The God Machine this week reminisces about a Saturday Night Live skit from the late ’80s called “The Church Lady.” Dana Carvey, playing an uptight religious activist, would routinely ponder moral breakdowns in society and, hoping to identify the culprit, ask, “Could it be … Satan?”
The skit had renewed relevance this week, as this report from Fox News religion correspondent Lauren Green explained.
When unexplained violence takes center stage, we tend to turn to modern psychology to explain it. But there is an alternative explanation, one that has been played out in film, stage and writings since the beginning of history.
Was Cho Seung-Hui schizophrenic … psychotic … manic-depressive? Or were the shooting deaths of 32 people, including Cho himself, at Virginia Tech University part of the ongoing struggle between God and Satan … good against evil … lightness and darkness?
Could Cho have been possessed by the Devil? Could that explain the massacre at Virginia Tech?
Dr. Richard Roberts, president of Oral Roberts University, shouts an unequivocal “Yes!”
“Based on what I’ve seen in the news,” Roberts said in an interview, “there’s no doubt that this act was Satanic in origin.”
Dr. Roberts is willing to question whether this was an example of “possession” or “oppression,” but he’s certain that the Big Bad was responsible. It’s not an uncommon conclusion this week for high profile Christian leaders — evangelist Franklin Graham said Cho Seung-Hui was acting on behalf of “the devil.”
I’m not quite sure what to make of this, but I thought I’d pass it along.
On a related note, Flip Benham, director of Operation Save America, a religious right anti-abortion group, blasted this week’s convocation at Virginia Tech because speakers weren’t explicit in referencing Jesus.
[O]ne Christian ministry leader noted that the name of Jesus was not invoked once. Flip Benham, director of Operation Save America, says he found that to be “thoroughly shocking” and calls the convocation a denial of Christ.
“Our Lord, Jesus, was not mentioned one time in that convocation,” Benham asserts. “I think … every parent who has a child that’s going to school at Virginia Tech needs to know that the name of Jesus is not going to be mentioned, even though He is the resurrection and the life and that no one will come to the Father but by Him.”

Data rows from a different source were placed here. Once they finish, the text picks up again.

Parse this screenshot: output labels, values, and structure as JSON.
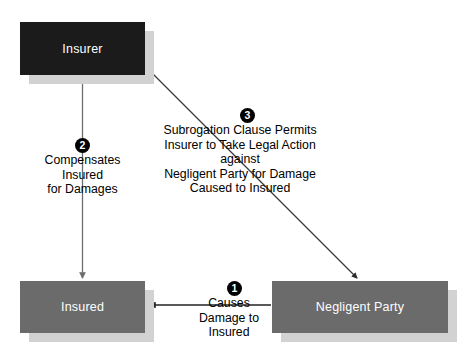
{
  "diagram": {
    "background_color": "#ffffff",
    "nodes": [
      {
        "id": "insurer",
        "label": "Insurer",
        "fill": "#1b1b1b",
        "text_color": "#ffffff",
        "shadow_color": "#d2d2d2",
        "x": 20,
        "y": 22,
        "w": 125,
        "h": 53
      },
      {
        "id": "insured",
        "label": "Insured",
        "fill": "#6b6b6b",
        "text_color": "#ffffff",
        "shadow_color": "#d2d2d2",
        "x": 20,
        "y": 281,
        "w": 125,
        "h": 52
      },
      {
        "id": "negligent-party",
        "label": "Negligent Party",
        "fill": "#6b6b6b",
        "text_color": "#ffffff",
        "shadow_color": "#d2d2d2",
        "x": 272,
        "y": 281,
        "w": 176,
        "h": 52
      }
    ],
    "steps": [
      {
        "number": "1",
        "text": "Causes\nDamage to\nInsured",
        "badge_x": 227,
        "badge_y": 281,
        "label_x": 184,
        "label_y": 296,
        "label_w": 90
      },
      {
        "number": "2",
        "text": "Compensates\nInsured\nfor Damages",
        "badge_x": 75,
        "badge_y": 138,
        "label_x": 30,
        "label_y": 153,
        "label_w": 105
      },
      {
        "number": "3",
        "text": "Subrogation Clause Permits\nInsurer to Take Legal Action against\nNegligent Party for Damage\nCaused to Insured",
        "badge_x": 240,
        "badge_y": 108,
        "label_x": 155,
        "label_y": 123,
        "label_w": 170
      }
    ],
    "edges": [
      {
        "id": "insurer-to-insured",
        "from": "insurer",
        "to": "insured",
        "color": "#6d6d6d",
        "style": "vertical-arrow"
      },
      {
        "id": "negligent-to-insured",
        "from": "negligent-party",
        "to": "insured",
        "color": "#222222",
        "style": "horizontal-arrow"
      },
      {
        "id": "insurer-to-negligent",
        "from": "insurer",
        "to": "negligent-party",
        "color": "#3a3a3a",
        "style": "diagonal-arrow"
      }
    ]
  }
}
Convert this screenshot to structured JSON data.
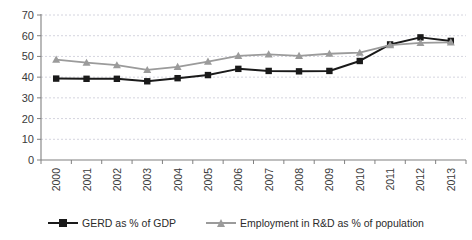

Even President George W. Bush, who attended the convocation, mentioned God but not Jesus Christ, Benham points out. “And,” he adds, “to have an Islamic imam up there in the convocation talking about having peace with one another is shocking indeed. It is a lie that has been drawn up from the very pit of hell, and we as Christians need to take a stand and speak the truth.”
The Christian activist says he was shocked and outraged as he watched the convocation.
“Shocked and outraged” at an event to comfort the students, the families, and their community. What a sad little man.